Langflow CVE-2025-34291: CISA Adds Critical AI Workflow RCE Chain to KEV
What Happened
CISA added CVE-2025-34291 to its Known Exploited Vulnerabilities catalog on May 21, 2026, with a remediation due date of June 4, 2026. The flaw affects Langflow, an open-source AI agent and workflow platform. NVD describes it as a chained vulnerability in Langflow versions up to and including 1.6.9 that can lead to account takeover and remote code execution.
Why It Matters
Langflow often stores API keys, model credentials, SaaS tokens, database connectors, and workflow secrets. A compromise is not just “access to an AI tool”; it can become access to whatever the AI workflow can reach.
The vulnerable chain combines:
- overly permissive CORS
- credentialed cross-origin requests
- weak refresh-token cookie behavior
- authenticated access to code-execution functionality
GitHub’s advisory states that an attacker-controlled origin can obtain fresh access and refresh token pairs for a victim session, then use authenticated endpoints, including built-in code-execution functionality.
Technical Details
The core issue is an origin validation error. Langflow allowed cross-origin requests with credentials from arbitrary origins while refresh tokens were configured in a way that allowed browser-assisted abuse.

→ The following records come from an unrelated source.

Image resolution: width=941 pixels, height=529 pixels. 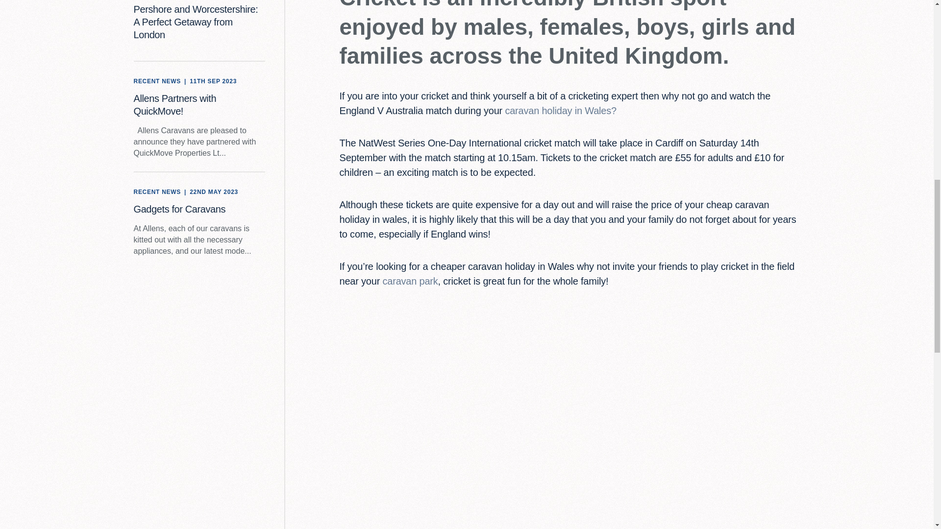 What do you see at coordinates (157, 81) in the screenshot?
I see `RECENT NEWS` at bounding box center [157, 81].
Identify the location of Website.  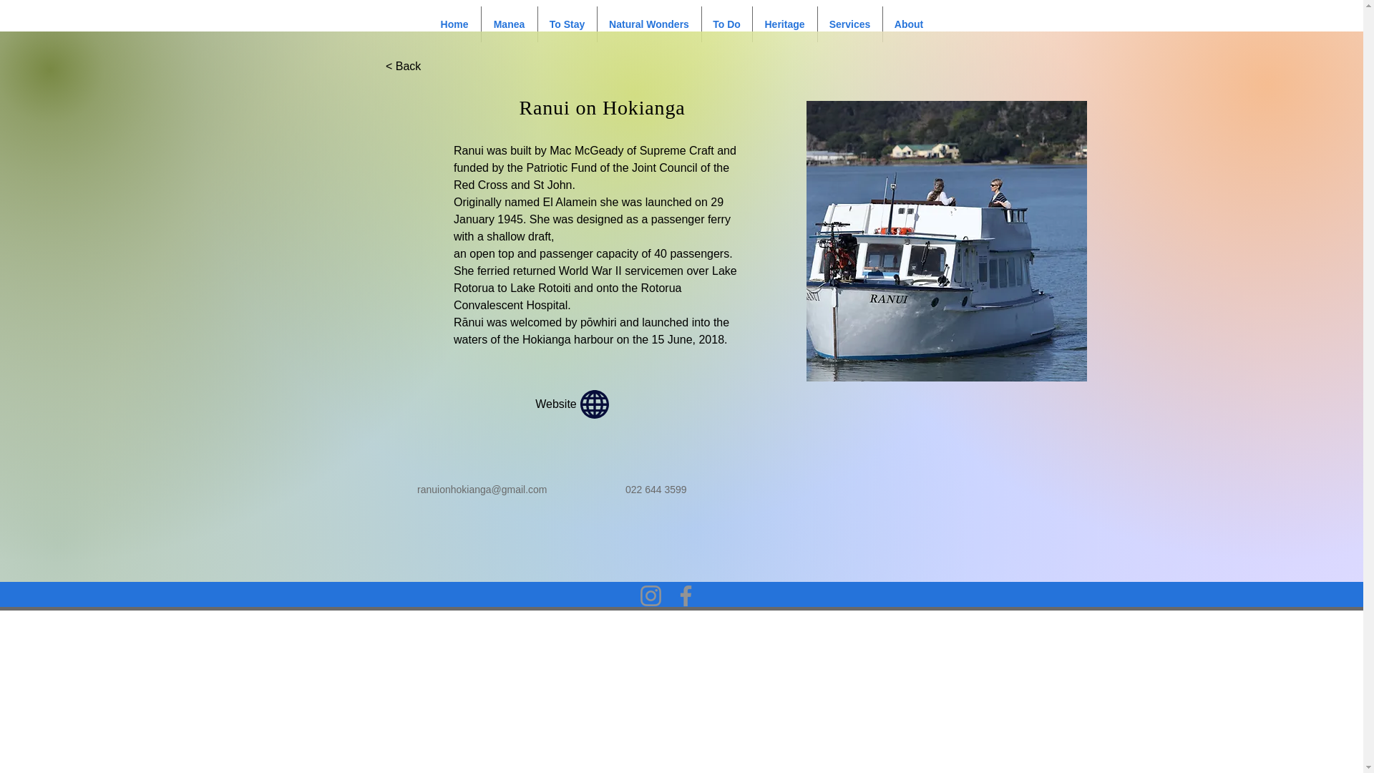
(574, 404).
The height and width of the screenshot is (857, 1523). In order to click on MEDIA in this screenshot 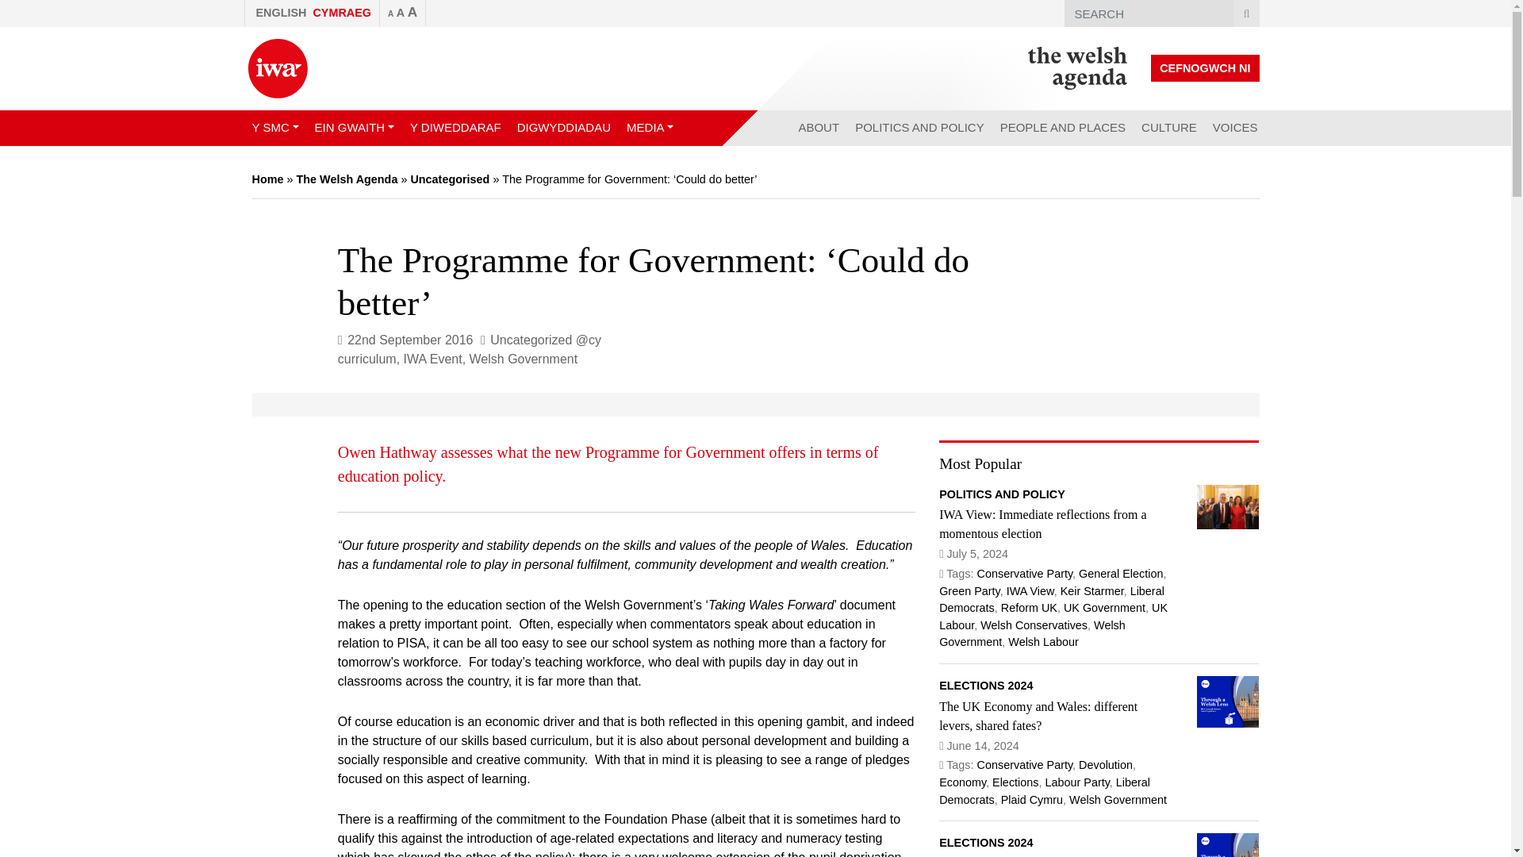, I will do `click(649, 128)`.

NVD summarizes the chain as:
allow_origins='*'
allow_credentials=True
SameSite=None refresh token cookie
cross-origin credentialed request to refresh endpoint
token theft
authenticated endpoint access
remote code executionThe CVE has a CVSS v4.0 score of 9.4 Critical from the CNA, with network attack vector, low complexity, no privileges required, and passive user interaction.
Potential Impact
A successful attack may allow:
- takeover of a valid Langflow user session
- access to stored flows, credentials, and integrations
- arbitrary code execution on the Langflow host
- compromise of downstream cloud, SaaS, database, or internal services
- lateral movement from an exposed AI workflow server
This is especially risky for self-hosted Langflow instances exposed through public reverse proxies, Docker deployments, cloud VMs, or internal developer platforms.
Who Is Affected
Affected:
Langflow <= 1.6.9NVD lists Langflow versions up to and including 1.6.9 as vulnerable.
Defensive Recommendations
Upgrade Langflow immediately. CISA’s required action is to apply vendor mitigations, follow BOD 22-01 guidance for cloud services, or discontinue use if mitigations are unavailable.
Practical operator checklist:
# Check installed package version
pip show langflow
# If running via container
docker ps | grep -i langflow
docker image ls | grep -i langflowThen:
# Upgrade Python package deployment
pip install --upgrade langflowFor Docker deployments, rebuild or pull the updated image according to your deployment method.
Also review:
- public exposure of Langflow
- reverse proxy auth controls
- stored API keys and secrets
- recent suspicious workflow execution
- unexpected outbound connections
- Langflow logs around token refresh activity
- browser-origin anomalies in access logs
Hardening Notes
Do not expose Langflow directly to the internet without an access layer.
Recommended controls:
VPN / Tailscale / Zero Trust proxy
SSO in front of Langflow
strict allowed origins
no wildcard credentialed CORS
short-lived sessions
secret rotation after patching
container isolation
egress filteringFor Docker Compose deployments, avoid binding Langflow broadly unless required:
ports:
- "127.0.0.1:7860:7860"Place authentication and TLS termination in front of it with a reverse proxy or access gateway.
Detection Ideas
Look for:
unexpected POST requests to refresh endpoints
Origin headers from unknown domains
new access tokens issued after suspicious cross-origin traffic
workflow/code execution shortly after token refresh
unexpected outbound traffic from Langflow containers
new or modified flows
access from unusual IPs or user agentsOn Linux hosts:
docker logs <langflow_container> --since 72h
journalctl -u langflow --since "72 hours ago"
ss -tulpnRealistic Risk Assessment
This is not a generic web bug. The risk comes from where Langflow sits: between users, workflows, models, API tokens, and internal services.
For exposed or lightly protected instances, treat this as high priority. Patch, rotate secrets, and review logs. For internal-only deployments behind strong access controls, the exposure is reduced, but still worth remediating quickly because exploitation can be browser-mediated and session-based.